"This humble sanctuary, with beasts of the stall sharing its roof, brought the circumstances of the Saviour's birth vividly before their imagination.... Acting upon an impulse, the Count rose and led the way into the part of the building in which the cattle were kept, while he began to sing the quaintly pretty words of a German Epiphany hymn which combined Christmas thoughts and missionary thoughts.... Its language expressed well the feeling of the hour.... The little town of Bethlehem was hailed, its boon to mankind was lauded.... With this episode a thought came to one and another which gave rise to a perpetual memorial of the occasion.... By general consent the name of the ancient town of David was adopted and the place was called Bethlehem."
The chapel of the Gemeinhaus was used by the congregation for nine years. During this period many of the Indians were baptised there. In 1752 and again in 1753 councils were held here with the representatives of the Nanticoke and Shawnee Indians from the Wyoming Valley.
The second place of worship was an extension of the Gemeinhaus, completed in 1751. Here congregations gathered for fifty-five years.

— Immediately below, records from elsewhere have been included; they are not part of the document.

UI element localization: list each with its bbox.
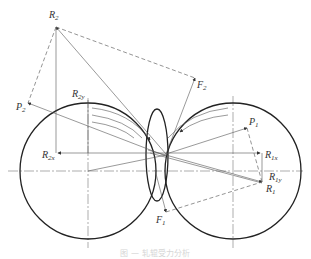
- label-R1: R1: [265, 183, 276, 196]
- label-R2x: R2x: [41, 149, 56, 162]
- label-P2: P2: [15, 101, 26, 114]
- roll-force-diagram: R2 P2 F2 R2y R2x P1 R1x R1y R1 F1 图 — 轧辊…: [0, 0, 311, 259]
- label-R2: R2: [48, 9, 59, 22]
- label-F2: F2: [196, 79, 207, 92]
- label-F1: F1: [155, 214, 166, 227]
- rotation-arrows-left: [92, 108, 150, 140]
- label-P1: P1: [248, 116, 259, 129]
- label-R1x: R1x: [264, 149, 279, 162]
- figure-caption: 图 — 轧辊受力分析: [120, 248, 189, 258]
- dashed-construction: [28, 27, 262, 212]
- label-R2y: R2y: [71, 88, 86, 101]
- force-lines: [28, 27, 262, 212]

Here the gospel was preached by some of the most eminent ministers of colonial days, while the records show that famous visitors sat in the pews. Among them were Governor John Penn; Generals Washington, Amherst, Gage, Gates, and Lafayette; John Hancock, Henry Laurence, Samuel and John Adams, Richard Henry Lee, and many other delegates to the Continental Congress.

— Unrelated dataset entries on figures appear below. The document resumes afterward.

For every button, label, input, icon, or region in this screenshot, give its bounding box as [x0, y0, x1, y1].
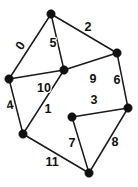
- edge-label-3: 3: [91, 93, 98, 107]
- graph-vertex-inner-top-vertex: [60, 66, 68, 74]
- edge-label-5: 5: [50, 36, 57, 50]
- graph-edge-9: [64, 53, 117, 70]
- edge-label-0: 0: [13, 39, 29, 53]
- cube-graph-figure: 02569104317811: [0, 0, 138, 187]
- graph-vertex-top-vertex: [47, 10, 55, 18]
- edge-label-7: 7: [69, 136, 76, 150]
- edge-label-4: 4: [5, 98, 14, 113]
- vertices-group: [5, 10, 132, 177]
- graph-vertex-bottom-left-vertex: [19, 130, 27, 138]
- edge-label-1: 1: [45, 102, 52, 116]
- graph-vertex-inner-bottom-vertex: [68, 113, 76, 121]
- graph-vertex-left-vertex: [5, 75, 13, 83]
- edge-label-10: 10: [37, 81, 51, 95]
- edge-label-2: 2: [85, 20, 92, 34]
- edge-labels-group: 02569104317811: [5, 20, 120, 169]
- edge-label-11: 11: [45, 155, 58, 169]
- graph-vertex-right-vertex: [124, 104, 132, 112]
- edge-label-6: 6: [114, 73, 121, 87]
- graph-edge-1: [23, 70, 64, 134]
- graph-edge-3: [72, 108, 128, 117]
- graph-vertex-bottom-vertex: [85, 169, 93, 177]
- edge-label-9: 9: [90, 72, 97, 86]
- graph-vertex-upper-right-vertex: [113, 49, 121, 57]
- graph-edge-10: [9, 70, 64, 79]
- graph-canvas: 02569104317811: [0, 0, 138, 187]
- graph-edge-8: [89, 108, 128, 173]
- edge-label-8: 8: [112, 135, 119, 149]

During the Revolution there were no more earnest patriots than the members of the Moravian Community at Bethlehem. At one time the Single Brethren's House was used for eight months as a hospital, and no charge was made, though in 1779 a bill for repairs was sent which amounted to $358.

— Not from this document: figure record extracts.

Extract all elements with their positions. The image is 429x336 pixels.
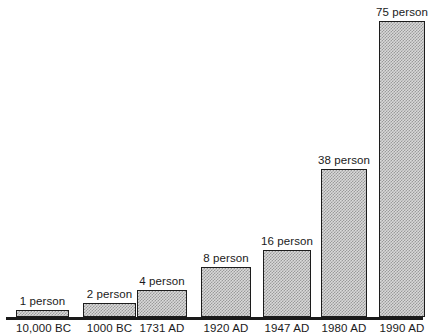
bar-column-3: 4 person <box>137 290 187 317</box>
bar-column-1: 1 person <box>16 310 69 317</box>
x-tick-label-6: 1980 AD <box>321 322 367 334</box>
x-tick-label-5: 1947 AD <box>263 322 311 334</box>
x-axis-line <box>6 317 423 320</box>
bar-value-label-6: 38 person <box>318 154 370 166</box>
bar-value-label-5: 16 person <box>261 235 313 247</box>
bar-rect-5[interactable] <box>263 250 311 317</box>
population-density-bar-chart: 1 person 10,000 BC 2 person 1000 BC 4 pe… <box>0 0 429 336</box>
bar-column-7: 75 person <box>379 21 425 317</box>
x-tick-label-2: 1000 BC <box>83 322 136 334</box>
bar-value-label-7: 75 person <box>376 6 428 18</box>
x-tick-label-7: 1990 AD <box>379 322 425 334</box>
x-tick-label-3: 1731 AD <box>137 322 187 334</box>
bar-rect-2[interactable] <box>83 303 136 317</box>
bar-rect-1[interactable] <box>16 310 69 317</box>
bar-column-2: 2 person <box>83 303 136 317</box>
bar-rect-6[interactable] <box>321 169 367 317</box>
bar-value-label-2: 2 person <box>87 288 133 300</box>
bar-rect-4[interactable] <box>201 267 251 317</box>
bar-column-6: 38 person <box>321 169 367 317</box>
bar-value-label-1: 1 person <box>20 295 66 307</box>
x-tick-label-1: 10,000 BC <box>16 322 69 334</box>
bar-column-4: 8 person <box>201 267 251 317</box>
plot-area: 1 person 10,000 BC 2 person 1000 BC 4 pe… <box>0 0 429 336</box>
bar-rect-3[interactable] <box>137 290 187 317</box>
bar-value-label-4: 8 person <box>203 252 249 264</box>
bar-column-5: 16 person <box>263 250 311 317</box>
bar-rect-7[interactable] <box>379 21 425 317</box>
x-tick-label-4: 1920 AD <box>201 322 251 334</box>
bar-value-label-3: 4 person <box>139 275 185 287</box>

A letter from David Rittenhouse, received on September 16, 1778, caused great excitement, for he told of the despatch to Bethlehem of all the military stores of Washington's army, carried in seven hundred wagons. This was done because Washington's army had been compelled to fall back on Philadelphia. It was also thought wise to send the bells of Christ Church and of Independence Hall to Allentown, by way of Bethlehem. The wagon on which Independence Bell was loaded broke down on descending the hill in front of the hospital, and had to be unloaded while repairs were being made.
The most distinguished patient cared for in Bethlehem was the Marquis de Lafayette, who was brought from Brandywine, and was nursed by Sister Liesel Beckel.
Twenty years after the close of the war it was decided that the time had come for the building of a permanent church. The first estimate was made in 1802. At that time it was thought that the total cost would be $11,000. "It is interesting to note how very modern they were in underestimating the probable cost of a church," Bishop Levering says. The actual cost, including the organ, was more than five times the estimate.
The excavation for the building was made in March, 1803, by volunteer laborers, to whom the residents of the Sisters' House furnished lunch. The work was completed in two weeks. Then the great foundation walls were laid, six feet thick.
For the services of consecration, held from May 18 to May 26, 1806, six thousand people gathered in the village of five hundred inhabitants. On the first day, "at five o'clock in the morning the jubilant note of trombones, trumpets, and other wind instruments from the belfry of the church broke the stillness of the awaking village with a musical announcement of the festival day."
The Moravian Community at Bethlehem has grown. But those who worship in the old church are animated by the same missionary enthusiasm that characterized those who founded the institution so long ago.